Wandering through your gardens and the thing you discover!

Fri. Aug. 4, 2017

Click below to listen to my 2 min. Garden Bite radio show:  Wandering through your gardens and the things you discover!

I do love touring my gardens, checking to see what’s going on.  Even though I know what’s supposed to happen, I always feel really delighted when it does!  Like seeing my lemon yellow lilies blooming outrageously or my new Hardy Hibiscus!

yellow lilies 2016

 

‘Luna White’

And then there’s usually some unwanted stuff hanging out in the garden! The picture below is of a Japanese beetle on my canna.  I took the shot before I dumped him in soapy water!

Japanese beetle on my canna

A few years ago, I found, what looked like black fungus, all over the stems and under the leaves of a Ninebark ‘Coppertina’ I had.  Black ants were crawling all over them.  The biting kind too!  Now I’ve mentioned before that aphids come in many colors but I’ve personally only dealt with the green and red ones.  On further inspection with a microscope, this black fungus turned out to be huge masses of black aphids.   The ants play a large role in this.

Black aphids

Dairy ants

DAIRY ANTS keep herds of aphids, like farmers keep herds of cows.  In the winter, these ants carry aphids into their nests and care for them. In the spring, the aphids are placed on plants(in this case my Ninebark shrub), where they feed. The ants “milk” the aphids by stroking them with their antennae. That signals the aphids to release a sweet substance called honeydew. The ants get a tasty meal — and the aphids get protection from predators.  But not from me and my soapy water.   I’ve also seen them on burdock.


**Brief:**
If a line in the records below contains the word "beam", copy it out.

**Stored entries:**
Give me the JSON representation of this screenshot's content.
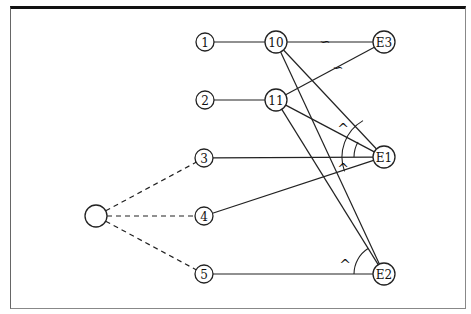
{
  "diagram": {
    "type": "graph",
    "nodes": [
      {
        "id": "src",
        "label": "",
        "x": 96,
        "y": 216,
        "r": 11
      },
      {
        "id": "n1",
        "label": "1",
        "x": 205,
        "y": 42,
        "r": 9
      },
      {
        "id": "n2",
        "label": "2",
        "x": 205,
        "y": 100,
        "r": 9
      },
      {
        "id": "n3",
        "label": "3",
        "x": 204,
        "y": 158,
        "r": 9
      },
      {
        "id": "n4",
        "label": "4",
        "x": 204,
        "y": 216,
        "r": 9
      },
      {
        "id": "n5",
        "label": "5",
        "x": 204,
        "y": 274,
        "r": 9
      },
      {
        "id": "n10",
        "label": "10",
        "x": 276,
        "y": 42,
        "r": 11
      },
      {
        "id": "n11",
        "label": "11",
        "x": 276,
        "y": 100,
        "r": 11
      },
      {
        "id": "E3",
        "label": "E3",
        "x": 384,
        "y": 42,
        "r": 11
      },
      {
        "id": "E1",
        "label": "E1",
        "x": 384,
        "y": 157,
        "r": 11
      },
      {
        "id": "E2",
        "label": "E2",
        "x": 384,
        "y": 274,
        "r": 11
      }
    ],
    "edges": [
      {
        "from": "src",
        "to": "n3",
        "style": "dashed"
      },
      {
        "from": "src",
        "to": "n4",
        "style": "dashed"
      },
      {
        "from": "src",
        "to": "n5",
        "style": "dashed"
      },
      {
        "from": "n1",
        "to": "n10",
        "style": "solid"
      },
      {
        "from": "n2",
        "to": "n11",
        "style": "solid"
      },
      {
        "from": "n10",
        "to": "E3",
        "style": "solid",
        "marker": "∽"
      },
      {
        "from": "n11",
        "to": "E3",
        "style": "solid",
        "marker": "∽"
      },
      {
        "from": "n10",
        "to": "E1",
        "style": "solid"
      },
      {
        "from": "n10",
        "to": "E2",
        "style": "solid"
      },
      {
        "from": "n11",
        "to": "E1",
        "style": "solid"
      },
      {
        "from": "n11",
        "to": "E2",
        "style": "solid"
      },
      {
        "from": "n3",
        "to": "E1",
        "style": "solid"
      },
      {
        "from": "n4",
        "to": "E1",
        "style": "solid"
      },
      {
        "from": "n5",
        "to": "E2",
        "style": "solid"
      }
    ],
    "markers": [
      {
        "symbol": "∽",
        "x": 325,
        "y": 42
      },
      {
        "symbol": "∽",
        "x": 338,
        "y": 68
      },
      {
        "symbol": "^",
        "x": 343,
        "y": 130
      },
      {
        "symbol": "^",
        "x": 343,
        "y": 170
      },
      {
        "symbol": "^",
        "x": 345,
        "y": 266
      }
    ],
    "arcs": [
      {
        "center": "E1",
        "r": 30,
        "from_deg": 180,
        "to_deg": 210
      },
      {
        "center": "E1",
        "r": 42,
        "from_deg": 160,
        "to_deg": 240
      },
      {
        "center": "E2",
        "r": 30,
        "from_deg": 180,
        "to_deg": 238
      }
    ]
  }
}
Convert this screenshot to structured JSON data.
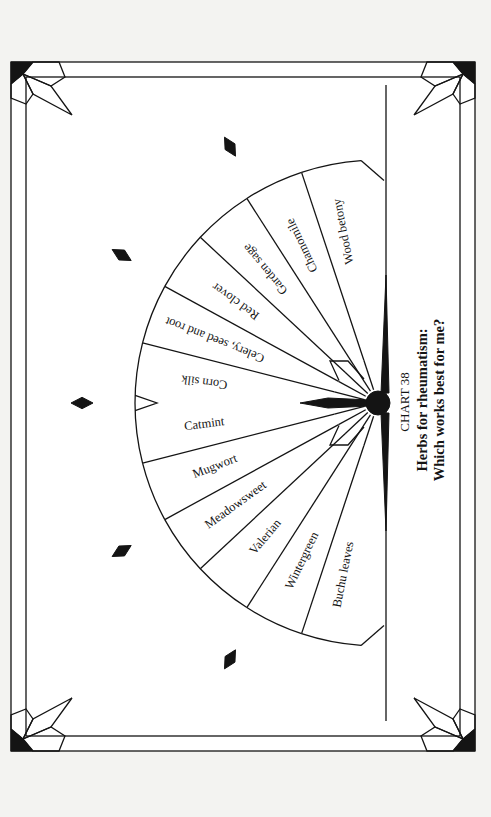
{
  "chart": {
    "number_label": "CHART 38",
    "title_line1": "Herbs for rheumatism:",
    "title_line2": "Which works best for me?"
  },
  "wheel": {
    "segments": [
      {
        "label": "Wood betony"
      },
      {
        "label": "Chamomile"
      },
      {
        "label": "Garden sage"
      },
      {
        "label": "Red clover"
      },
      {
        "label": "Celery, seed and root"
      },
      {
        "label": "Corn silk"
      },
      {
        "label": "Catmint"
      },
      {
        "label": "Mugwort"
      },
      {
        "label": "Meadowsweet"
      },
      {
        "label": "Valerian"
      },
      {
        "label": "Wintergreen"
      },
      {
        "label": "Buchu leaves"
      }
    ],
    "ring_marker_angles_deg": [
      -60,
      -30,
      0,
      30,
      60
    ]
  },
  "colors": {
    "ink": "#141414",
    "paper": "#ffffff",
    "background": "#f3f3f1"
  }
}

* * *

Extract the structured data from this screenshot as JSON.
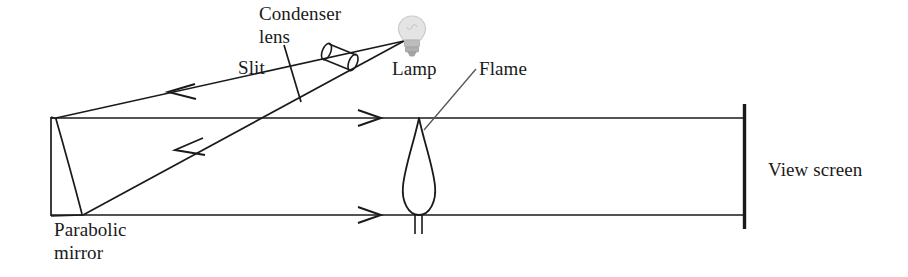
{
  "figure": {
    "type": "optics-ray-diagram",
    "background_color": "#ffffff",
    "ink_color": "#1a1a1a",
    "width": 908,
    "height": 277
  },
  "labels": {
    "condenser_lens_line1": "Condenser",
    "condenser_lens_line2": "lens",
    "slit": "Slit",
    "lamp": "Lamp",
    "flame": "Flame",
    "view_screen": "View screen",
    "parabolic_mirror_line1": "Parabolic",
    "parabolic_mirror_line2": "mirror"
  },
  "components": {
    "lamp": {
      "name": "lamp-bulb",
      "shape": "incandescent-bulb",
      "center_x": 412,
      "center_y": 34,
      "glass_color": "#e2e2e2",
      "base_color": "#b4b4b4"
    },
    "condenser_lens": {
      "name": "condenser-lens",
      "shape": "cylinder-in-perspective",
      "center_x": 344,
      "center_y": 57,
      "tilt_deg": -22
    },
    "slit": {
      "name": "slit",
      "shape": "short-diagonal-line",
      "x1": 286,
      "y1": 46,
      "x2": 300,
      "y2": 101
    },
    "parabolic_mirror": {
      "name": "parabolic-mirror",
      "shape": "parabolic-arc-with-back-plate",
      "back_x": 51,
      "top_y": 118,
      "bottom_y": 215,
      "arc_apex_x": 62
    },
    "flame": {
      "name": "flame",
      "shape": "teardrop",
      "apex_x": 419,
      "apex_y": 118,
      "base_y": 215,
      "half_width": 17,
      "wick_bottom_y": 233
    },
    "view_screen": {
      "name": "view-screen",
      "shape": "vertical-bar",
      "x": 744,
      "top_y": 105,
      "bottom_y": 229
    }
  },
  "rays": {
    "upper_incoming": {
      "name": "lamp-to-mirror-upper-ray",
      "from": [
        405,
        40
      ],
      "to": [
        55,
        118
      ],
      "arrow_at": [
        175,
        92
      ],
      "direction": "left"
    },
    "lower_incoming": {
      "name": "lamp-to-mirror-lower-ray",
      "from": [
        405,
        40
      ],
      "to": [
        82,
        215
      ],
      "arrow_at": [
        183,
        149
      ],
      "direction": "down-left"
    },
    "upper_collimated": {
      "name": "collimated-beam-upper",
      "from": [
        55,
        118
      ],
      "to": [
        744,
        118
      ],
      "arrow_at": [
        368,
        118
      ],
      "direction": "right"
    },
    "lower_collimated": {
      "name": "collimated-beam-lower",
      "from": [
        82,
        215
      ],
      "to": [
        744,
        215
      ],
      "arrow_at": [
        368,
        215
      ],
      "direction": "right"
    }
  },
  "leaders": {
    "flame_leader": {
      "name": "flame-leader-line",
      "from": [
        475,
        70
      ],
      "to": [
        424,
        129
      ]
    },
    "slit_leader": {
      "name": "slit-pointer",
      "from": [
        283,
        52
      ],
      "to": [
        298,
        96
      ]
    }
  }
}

**Exercise response:**
      "name": "collimated-beam-upper",
      "name": "collimated-beam-lower",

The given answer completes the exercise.